If workers in the coal industry are feeling blamed for climate change, it is not the fault of activists like me, but of politicians and coal industry spin doctors. Frightened that most people polled now believe that the costs of coal mining outweigh any of the short term benefits, they have begun a concerted campaign to promote their plans to massively expand coal exports. There are two untruths that are now spoken almost every day in the media. One is that environmentalists are calling for the coal industry to be “shut down overnight” (in fact, we want a ban on expansion of the industry, and a plan for a transition to something else), and the other is that jobs are under attack.
The coal companies cling desperately to their employment statistics as the primary justification for existence. In reality, jobs in the coal industry continue to fall, while production continues to rise. From 1991 to 2000, jobs in the Hunter Valley coal industry declined by 29%, while coal production rose by 53%. Luckily, there are alternatives. There are 250,000 people employed in all mining in NSW (not just coal), if you include people employed indirectly in supporting industries. In the last 10 years, Germany has created 300,000 jobs in renewable energy. Not only are there more jobs in renewable energy than in coal, but those jobs create a much higher value commodity that doesn't threaten the global climate: wind turbines, solar panels and energy efficiency technologies. Those jobs will still be there for our kids, and our kid's kids.

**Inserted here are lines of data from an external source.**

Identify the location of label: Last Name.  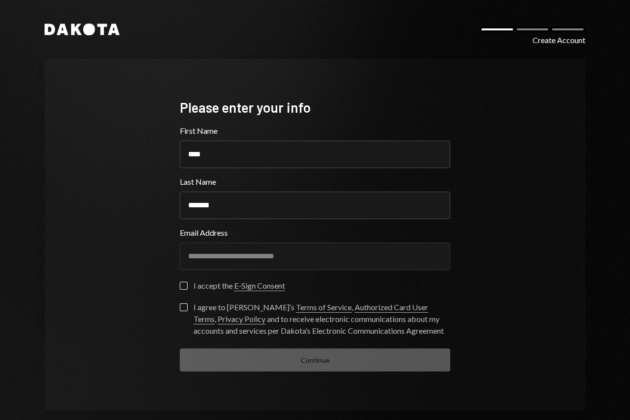
(315, 182).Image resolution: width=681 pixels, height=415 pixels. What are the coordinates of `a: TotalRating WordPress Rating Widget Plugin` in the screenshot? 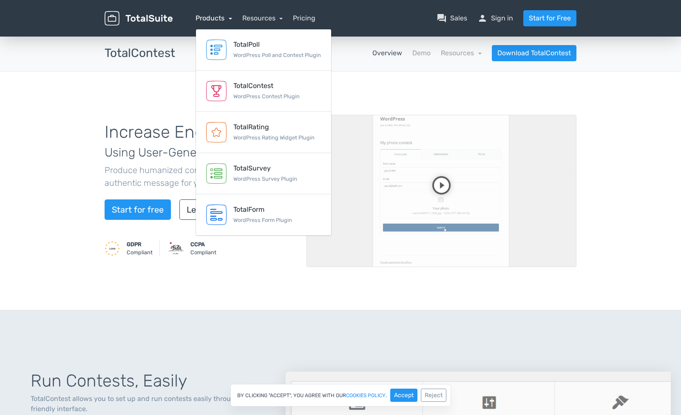 It's located at (264, 132).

NSW is going to run out of coal one day, if we keep digging it up. When that day comes, we will have to find something else to do (presuming we can still survive in the rapidly changing global climate). So are we going to wait until then before we move away from coal? Or are we going to change now, while there's still a chance we can stabilise the global climate?

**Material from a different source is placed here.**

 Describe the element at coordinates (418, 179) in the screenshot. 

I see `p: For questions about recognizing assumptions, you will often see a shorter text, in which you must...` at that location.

Most people now realise that coal mining is simply not worth the costs to our environment. By attempting to convince us that we cannot live without coal mining, the coal companies are creating a sense of despair about the future, and about our common ability to create a better one.
The reality is that we can have jobs without coal, and we can have energy without coal, but we cannot have a coal industry without climate change. Anyone who tells you otherwise is trying to sell something, probably coal. |
Cheer up, at the current
Cheer up, at the current rate of extraction it will all be gone wthin a few decades.
http://www.smh.com.au/news/environment/reserves-to-dry-up-as-clean-coal-becomes-viable/2007/04/09/1175971023057.html
http://www.hcec.org.au/node/163
Which begs the question, what sort of legacy do we leave the next generation. Bearing in mind, the majority of the coal companies are not Australian owned, they merely come here to "extract".
Then there is the big picture. As with peak oil - peak coal is on its way
http://europe.theoildrum.com/node/2396
http://www.energywatchgroup.org/files/Coalreport.pdf
Which means that within a few years the demand to supply global markets will grow dramatically. Ergo-Australia will be embraced as the worlds quarry, colonised by the worlds mining giants until one day there is no need for them to be here anymore
The climate change argument is very sound, after all this is our backyard. Or so we are lead to believe, though I think not, in light of who is doing the digging and their reasons for being here.
Equal to the climate change concern, should be total depletion of our mineral resources. Our legacy for the kids being born now.